What Privateer is doing
Privateer is creating a "Google Maps" of space debris. Currently, only the 25,000+ pieces of debris larger than a softball are being tracked, with no information on the smaller 100 million+ pieces still zooming around Earth.
Tracking these smaller pieces will be crucial in maintaining the systems we rely on in our daily earthly activities and ensuring the safety and success of our endeavours in space.
Privateer is building one of the most valuable assets of the burgeoning space economy. I say this because the company could potentially solve both sides of the space debris problem:
Avoiding space junk: space companies and agencies launching cargo, satellites, and rockets to space will value this intel to avert collisions or serious accidents.
Cleaning up space junk: Startups like Astroscale and ClearSpace are building dedicated spacecraft to collect and clean up debris in Earth's orbit. Privateer's tool would help deploy their junk collectors more precisely and efficiently, especially for the smaller pieces. Even governments would benefit from this tool to clean up after themselves.
Today, Privateer has a publicly-accessible Wayfinder to track space debris. Some things you can do with it:
Visualize and simulate the movement of satellites (active and inactive), rocket body parts, and other debris.
Filter by specific constellations, such as Starlink's 3,000+ satellites.
View the country of origin for each item.
Track particular pieces of debris, such as the Kosmos-1408 satellite, which was destroyed in an anti-satellite weapon test in 2021 and created lots of junk.
Get a summary of each item's inclination, speed, motion, orbital period, and more.
Privateer hasn't solved the problem yet: The Wayfiner tool only shows the 25,000+ pieces we currently have information on by aggregating data from different sources.
The challenge will be to track the smaller 100 million pieces accurately.
What's next for Privateer
To track those smaller pieces, Privateer plans to launch its own satellites to monitor them. It sounds paradoxical, but it's necessary to track fragments as small as 1mm.
According to a report from Inverse, they also plan on launching additional services:
Resslek, a "conjunction management" service that will inform agencies and companies if satellites are on a collision course.
Satellite-as-a-service, to give companies the ability to rent one of their satellites instead of launching their own.
I’ll keep you updated on Privateer’s progress in future newsletter editions.
Deep dive
If you enjoyed today's story, you’ll love reading these:
The entire global financial system depends on GPS, and it’s shockingly vulnerable to attack (Quartz)
This is the damage that tiny space debris travelling at incredible speeds can do (Quartz)
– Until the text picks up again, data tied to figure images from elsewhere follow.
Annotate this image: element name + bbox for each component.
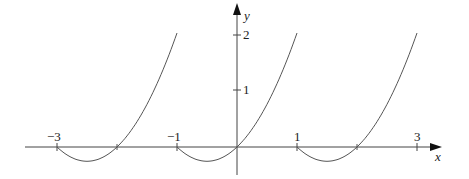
x-tick-label: 1 [294, 129, 301, 144]
function-graph: −3 −1 1 3 1 2 x y [0, 0, 469, 179]
curve-piece [297, 33, 417, 161]
y-axis-arrow-icon [233, 3, 241, 15]
x-tick-label: −1 [167, 129, 181, 144]
y-tick-label: 2 [243, 27, 250, 42]
y-tick-label: 1 [243, 82, 250, 97]
y-axis-label: y [242, 8, 250, 23]
x-tick-label: 3 [414, 129, 421, 144]
curve-piece [57, 33, 177, 161]
x-axis-label: x [434, 149, 441, 164]
x-tick-label: −3 [47, 129, 61, 144]
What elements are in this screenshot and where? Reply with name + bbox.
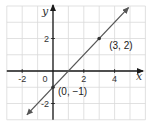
y-tick-label: -2: [41, 99, 49, 109]
x-tick-label: 4: [112, 74, 117, 84]
coordinate-graph: -20242-2 (0, −1)(3, 2) x y: [0, 0, 147, 122]
x-tick-label: 0: [42, 74, 47, 84]
x-tick-label: 2: [81, 74, 86, 84]
x-axis-label: x: [136, 70, 143, 83]
data-point: [51, 85, 55, 89]
data-point: [97, 37, 101, 41]
series-line: [27, 8, 129, 115]
y-tick-label: 2: [44, 34, 49, 44]
y-axis-label: y: [41, 5, 49, 18]
plot-line: [27, 8, 129, 115]
point-label: (0, −1): [58, 86, 87, 97]
point-label: (3, 2): [109, 40, 132, 51]
x-tick-label: -2: [18, 74, 26, 84]
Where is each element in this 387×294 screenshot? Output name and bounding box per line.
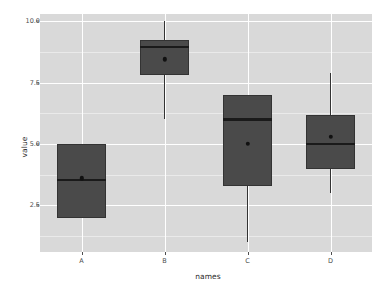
whisker-upper bbox=[330, 73, 331, 115]
x-tick-mark bbox=[248, 252, 249, 255]
median-line-b bbox=[140, 46, 188, 48]
gridline-major-horizontal bbox=[40, 83, 372, 84]
y-tick-label: 7.5 bbox=[6, 79, 40, 87]
whisker-lower bbox=[247, 186, 248, 242]
gridline-major-horizontal bbox=[40, 21, 372, 22]
whisker-lower bbox=[330, 169, 331, 194]
whisker-upper bbox=[164, 21, 165, 39]
x-axis-title: names bbox=[44, 272, 372, 281]
x-tick-mark bbox=[82, 252, 83, 255]
y-tick-label: 10.0 bbox=[6, 17, 40, 25]
median-line-c bbox=[223, 118, 271, 120]
box-a bbox=[57, 144, 105, 218]
gridline-minor-horizontal bbox=[40, 52, 372, 53]
median-line-d bbox=[306, 143, 354, 145]
y-tick-mark bbox=[36, 82, 39, 83]
box-d bbox=[306, 115, 354, 169]
x-tick-label-b: B bbox=[150, 257, 180, 265]
x-tick-mark bbox=[331, 252, 332, 255]
x-tick-label-d: D bbox=[316, 257, 346, 265]
y-tick-mark bbox=[36, 205, 39, 206]
x-tick-label-a: A bbox=[67, 257, 97, 265]
boxplot-figure: value 2.55.07.510.0 names ABCD bbox=[0, 0, 387, 294]
plot-panel bbox=[40, 14, 372, 252]
box-c bbox=[223, 95, 271, 186]
whisker-lower bbox=[164, 75, 165, 119]
x-tick-label-c: C bbox=[233, 257, 263, 265]
y-axis: 2.55.07.510.0 bbox=[0, 0, 40, 294]
y-tick-label: 5.0 bbox=[6, 140, 40, 148]
x-axis-title-label: names bbox=[195, 272, 221, 281]
y-tick-mark bbox=[36, 21, 39, 22]
x-tick-mark bbox=[165, 252, 166, 255]
gridline-minor-horizontal bbox=[40, 236, 372, 237]
y-tick-mark bbox=[36, 144, 39, 145]
y-tick-label: 2.5 bbox=[6, 201, 40, 209]
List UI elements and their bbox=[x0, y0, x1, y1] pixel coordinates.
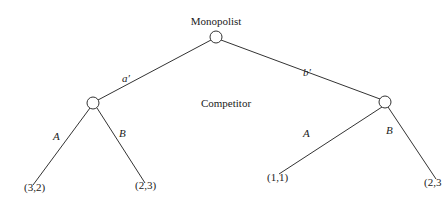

Previous Year 2049 editions:
Other stuff
Zuck’s VR/AR vision from 2015
As part of the FTC’s antitrust investigation into Meta, Zuck’s 2015 emails detailing his VR/AR ambitions were released. It puts into context Facebook’s rebrand to Meta and its pivot into the metaverse.
ChatGPT and the Enshittening of Knowledge
A must-read article about ChatGPT from Daragh O Brien. I won’t summarize it because everyone should read it fully.
Shutterstock launches AI image generator and will compensate artists
When I wrote last week’s What if… AI tools paid artists? , I wasn’t aware that Shutterstock was planning on implementing a similar model with its new AI tool (thank you to Shane for emailing me and telling me about this).
I made a short video talking about it a few days ago.
How would you rate this week's edition?
Excellent info. Thanks Fawzi. Seems like everything you do is a Deep Dive... keep it up!